6) Develop technology which safely allows 80,000 people to ride one bus with little or no difference in compfort and maintanance costs.
- Now each passenger pays the expected modest fee and the bus company has enough income to operate a very secure business.
Developing such technology is more challenging that the simplistic ideas of 'buy more buses', or 'charge more per ticket.' That seems to be the task that Blockstream is undertaking with their 'elements' suite of innovations.
sidechains could aggregate the activity of thousands of sidechain transactions to a single on-chain transaction. Even a tiny transaction fee at the user level passed up to the Bitcoin backing layer would support very robust infrastructure.
I would add that merchants of a certain size will provide pretty decent savings to customers who will participate in their company 'rewards program' or use company gift cards. If the merchant had their own branded currency system it must be worth at least as much to them as a silly little rewards card. This could bring a tsunami of value into what I've always called a 'subordinate chains' cypto-currency ecosystem. Sidechains would be an example but the word was not coined when I started promoting that scaling mechanism.
Seems to me that what Blockstream is shooting for is to be recognized as a trusted authority both technically and ethically in a world where sidechains are a major economic player. If a 'branded currency' is a useful thing to large corporations, they (unlike a gaggle of plebs) have the muscle to induce governments to lighten up and allow them to at least exist.
I would never expect the financial services industry proper to be very supportive of real sidechains operating under a 'free' backing store since they are doing very well under the current fully controlled systems. I could see this sector promoting something like XT which gives them the hope of monopolizing the take from a centralized and controlled solution just as they do with most fiat systems today.
Except that what you are doing is effectively "dressing" up the bus company to be contracted out to a 3rd party operator. That operator runs the buses, invests in new buses that are entirely his. collects the fares and manages the majority of the business. Then you tell your shareholders that they never owned the buses in the first place - only the bus stops. But you originally thought there was a limited number of stops, you now find that their are 100,000,000 bus stops where previously you had one. Your bus stop is virtually valueless. The buses go by full.
80,000 to a bus??? Thats exactly why you shouldn't be in charge.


▸ **What this task involves**: An exact copy of every entry below is required, and no picture may appear in it.

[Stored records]
________________________

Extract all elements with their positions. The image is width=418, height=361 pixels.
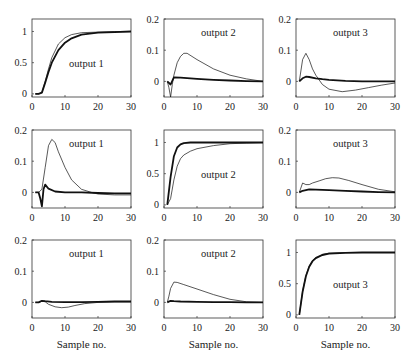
line-thin — [299, 53, 395, 91]
panel-label: output 2 — [201, 248, 236, 259]
x-tick-label: 20 — [225, 322, 235, 333]
y-tick-label: 0.2 — [147, 14, 160, 25]
subplot-r3-c1: 010203000.10.2output 1Sample no. — [15, 235, 137, 351]
y-tick-label: 0.5 — [279, 278, 292, 289]
y-tick-label: 0.5 — [15, 57, 28, 68]
x-tick-label: 30 — [390, 322, 400, 333]
panel-label: output 1 — [69, 138, 104, 149]
x-tick-label: 30 — [258, 322, 268, 333]
panel-label: output 3 — [333, 138, 368, 149]
x-axis-label: Sample no. — [321, 338, 371, 350]
x-tick-label: 0 — [162, 212, 167, 223]
line-thick — [167, 301, 263, 303]
panel-label: output 1 — [69, 248, 104, 259]
y-tick-label: 1 — [286, 247, 291, 258]
y-tick-label: 0.1 — [279, 156, 292, 167]
x-tick-label: 30 — [390, 101, 400, 112]
subplot-r2-c3: 010203000.10.2output 3 — [279, 125, 401, 224]
x-tick-label: 10 — [324, 101, 334, 112]
x-tick-label: 10 — [192, 212, 202, 223]
x-tick-label: 10 — [324, 322, 334, 333]
y-tick-label: 0.2 — [279, 14, 292, 25]
figure-3x3-step-responses: 010203000.51output 1010203000.10.2output… — [0, 0, 418, 361]
x-tick-label: 0 — [294, 212, 299, 223]
x-tick-label: 30 — [126, 101, 136, 112]
y-tick-label: 1 — [154, 137, 159, 148]
x-tick-label: 0 — [294, 322, 299, 333]
x-tick-label: 0 — [30, 212, 35, 223]
y-tick-label: 1 — [22, 26, 27, 37]
subplot-r1-c3: 010203000.10.2output 3 — [279, 14, 401, 113]
x-tick-label: 0 — [294, 101, 299, 112]
x-tick-label: 20 — [357, 101, 367, 112]
x-tick-label: 10 — [60, 212, 70, 223]
panel-label: output 2 — [201, 27, 236, 38]
y-tick-label: 0 — [154, 76, 159, 87]
panel-label: output 3 — [333, 279, 368, 290]
x-tick-label: 10 — [192, 101, 202, 112]
y-tick-label: 0 — [22, 187, 27, 198]
x-tick-label: 30 — [126, 322, 136, 333]
x-axis-label: Sample no. — [189, 338, 239, 350]
x-tick-label: 30 — [258, 101, 268, 112]
y-tick-label: 0.1 — [15, 266, 28, 277]
subplot-r2-c2: 010203000.51output 2 — [147, 130, 269, 223]
y-tick-label: 0.1 — [15, 156, 28, 167]
line-thick — [299, 77, 395, 82]
subplot-r3-c2: 010203000.10.2output 2Sample no. — [147, 235, 269, 351]
y-tick-label: 0.2 — [147, 235, 160, 246]
y-tick-label: 0 — [154, 199, 159, 210]
x-tick-label: 0 — [30, 101, 35, 112]
y-tick-label: 0.2 — [15, 125, 28, 136]
x-tick-label: 10 — [192, 322, 202, 333]
y-tick-label: 0.2 — [279, 125, 292, 136]
x-tick-label: 10 — [60, 101, 70, 112]
y-tick-label: 0 — [286, 187, 291, 198]
y-tick-label: 0.1 — [147, 45, 160, 56]
x-axis-label: Sample no. — [57, 338, 107, 350]
y-tick-label: 0.1 — [279, 45, 292, 56]
subplot-r2-c1: 010203000.10.2output 1 — [15, 125, 137, 224]
panel-label: output 1 — [69, 58, 104, 69]
x-tick-label: 20 — [93, 212, 103, 223]
x-tick-label: 20 — [93, 101, 103, 112]
line-thick — [167, 77, 263, 84]
y-tick-label: 0.1 — [147, 266, 160, 277]
x-tick-label: 20 — [225, 101, 235, 112]
subplot-r1-c2: 010203000.10.2output 2 — [147, 14, 269, 113]
x-tick-label: 10 — [324, 212, 334, 223]
x-tick-label: 0 — [162, 322, 167, 333]
panel-label: output 2 — [201, 169, 236, 180]
y-tick-label: 0.5 — [147, 168, 160, 179]
y-tick-label: 0 — [286, 76, 291, 87]
x-tick-label: 30 — [258, 212, 268, 223]
y-tick-label: 0.2 — [15, 235, 28, 246]
line-thin — [167, 53, 263, 97]
panel-label: output 3 — [333, 27, 368, 38]
x-tick-label: 20 — [225, 212, 235, 223]
x-tick-label: 0 — [162, 101, 167, 112]
x-tick-label: 10 — [60, 322, 70, 333]
x-tick-label: 30 — [126, 212, 136, 223]
x-tick-label: 20 — [93, 322, 103, 333]
y-tick-label: 0 — [286, 309, 291, 320]
y-tick-label: 0 — [22, 88, 27, 99]
x-tick-label: 20 — [357, 322, 367, 333]
line-thick — [35, 301, 131, 303]
x-tick-label: 30 — [390, 212, 400, 223]
y-tick-label: 0 — [154, 297, 159, 308]
subplot-r3-c3: 010203000.51output 3Sample no. — [279, 240, 401, 350]
x-tick-label: 20 — [357, 212, 367, 223]
x-tick-label: 0 — [30, 322, 35, 333]
subplot-r1-c1: 010203000.51output 1 — [15, 19, 137, 112]
line-thin — [167, 282, 263, 302]
y-tick-label: 0 — [22, 297, 27, 308]
line-thick — [35, 185, 131, 207]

________________________

▸ **Answer to the problem**:
Extract all elements with their positions. The image is width=418, height=361 pixels.
line-thin — [299, 53, 395, 91]
panel-label: output 2 — [201, 248, 236, 259]
x-tick-label: 20 — [225, 322, 235, 333]
y-tick-label: 0.2 — [147, 14, 160, 25]
subplot-r3-c1: 010203000.10.2output 1Sample no. — [15, 235, 137, 351]
y-tick-label: 0.5 — [279, 278, 292, 289]
y-tick-label: 0.5 — [15, 57, 28, 68]
x-tick-label: 30 — [390, 322, 400, 333]
panel-label: output 1 — [69, 138, 104, 149]
x-tick-label: 30 — [258, 322, 268, 333]
panel-label: output 3 — [333, 138, 368, 149]
x-axis-label: Sample no. — [321, 338, 371, 350]
x-tick-label: 0 — [162, 212, 167, 223]
line-thick — [167, 301, 263, 303]
panel-label: output 1 — [69, 248, 104, 259]
y-tick-label: 1 — [286, 247, 291, 258]
y-tick-label: 0.1 — [279, 156, 292, 167]
x-tick-label: 30 — [390, 101, 400, 112]
subplot-r2-c3: 010203000.10.2output 3 — [279, 125, 401, 224]
x-tick-label: 10 — [324, 101, 334, 112]
x-tick-label: 10 — [192, 212, 202, 223]
x-tick-label: 10 — [324, 322, 334, 333]
y-tick-label: 0.2 — [279, 14, 292, 25]
figure-3x3-step-responses: 010203000.51output 1010203000.10.2output… — [0, 0, 418, 361]
x-tick-label: 0 — [294, 212, 299, 223]
x-tick-label: 30 — [126, 101, 136, 112]
y-tick-label: 1 — [154, 137, 159, 148]
x-tick-label: 0 — [294, 322, 299, 333]
x-tick-label: 0 — [30, 212, 35, 223]
y-tick-label: 1 — [22, 26, 27, 37]
subplot-r1-c3: 010203000.10.2output 3 — [279, 14, 401, 113]
x-tick-label: 0 — [294, 101, 299, 112]
x-tick-label: 20 — [357, 101, 367, 112]
x-tick-label: 10 — [60, 212, 70, 223]
panel-label: output 2 — [201, 27, 236, 38]
y-tick-label: 0 — [154, 76, 159, 87]
panel-label: output 3 — [333, 279, 368, 290]
x-tick-label: 10 — [192, 101, 202, 112]
y-tick-label: 0 — [22, 187, 27, 198]
x-tick-label: 30 — [126, 322, 136, 333]
x-axis-label: Sample no. — [189, 338, 239, 350]
x-tick-label: 30 — [258, 101, 268, 112]
y-tick-label: 0.1 — [15, 266, 28, 277]
subplot-r2-c2: 010203000.51output 2 — [147, 130, 269, 223]
y-tick-label: 0.1 — [15, 156, 28, 167]
line-thick — [299, 77, 395, 82]
subplot-r3-c2: 010203000.10.2output 2Sample no. — [147, 235, 269, 351]
y-tick-label: 0.2 — [147, 235, 160, 246]
y-tick-label: 0 — [154, 199, 159, 210]
x-tick-label: 0 — [30, 101, 35, 112]
y-tick-label: 0.2 — [15, 125, 28, 136]
x-tick-label: 10 — [192, 322, 202, 333]
y-tick-label: 0.2 — [279, 125, 292, 136]
x-tick-label: 10 — [60, 101, 70, 112]
y-tick-label: 0 — [286, 187, 291, 198]
y-tick-label: 0.1 — [147, 45, 160, 56]
x-axis-label: Sample no. — [57, 338, 107, 350]
y-tick-label: 0.1 — [279, 45, 292, 56]
subplot-r2-c1: 010203000.10.2output 1 — [15, 125, 137, 224]
panel-label: output 1 — [69, 58, 104, 69]
x-tick-label: 20 — [93, 212, 103, 223]
x-tick-label: 20 — [93, 101, 103, 112]
line-thick — [167, 77, 263, 84]
y-tick-label: 0.1 — [147, 266, 160, 277]
x-tick-label: 20 — [225, 101, 235, 112]
subplot-r1-c2: 010203000.10.2output 2 — [147, 14, 269, 113]
x-tick-label: 10 — [324, 212, 334, 223]
x-tick-label: 0 — [162, 322, 167, 333]
panel-label: output 2 — [201, 169, 236, 180]
y-tick-label: 0.5 — [147, 168, 160, 179]
y-tick-label: 0 — [286, 76, 291, 87]
x-tick-label: 30 — [258, 212, 268, 223]
y-tick-label: 0.2 — [15, 235, 28, 246]
line-thin — [167, 53, 263, 97]
panel-label: output 3 — [333, 27, 368, 38]
x-tick-label: 20 — [225, 212, 235, 223]
x-tick-label: 0 — [162, 101, 167, 112]
x-tick-label: 10 — [60, 322, 70, 333]
x-tick-label: 30 — [126, 212, 136, 223]
x-tick-label: 20 — [93, 322, 103, 333]
y-tick-label: 0 — [286, 309, 291, 320]
y-tick-label: 0 — [22, 88, 27, 99]
x-tick-label: 20 — [357, 322, 367, 333]
line-thick — [35, 301, 131, 303]
x-tick-label: 30 — [390, 212, 400, 223]
y-tick-label: 0 — [154, 297, 159, 308]
subplot-r3-c3: 010203000.51output 3Sample no. — [279, 240, 401, 350]
x-tick-label: 20 — [357, 212, 367, 223]
x-tick-label: 0 — [30, 322, 35, 333]
subplot-r1-c1: 010203000.51output 1 — [15, 19, 137, 112]
line-thin — [167, 282, 263, 302]
y-tick-label: 0 — [22, 297, 27, 308]
line-thick — [35, 185, 131, 207]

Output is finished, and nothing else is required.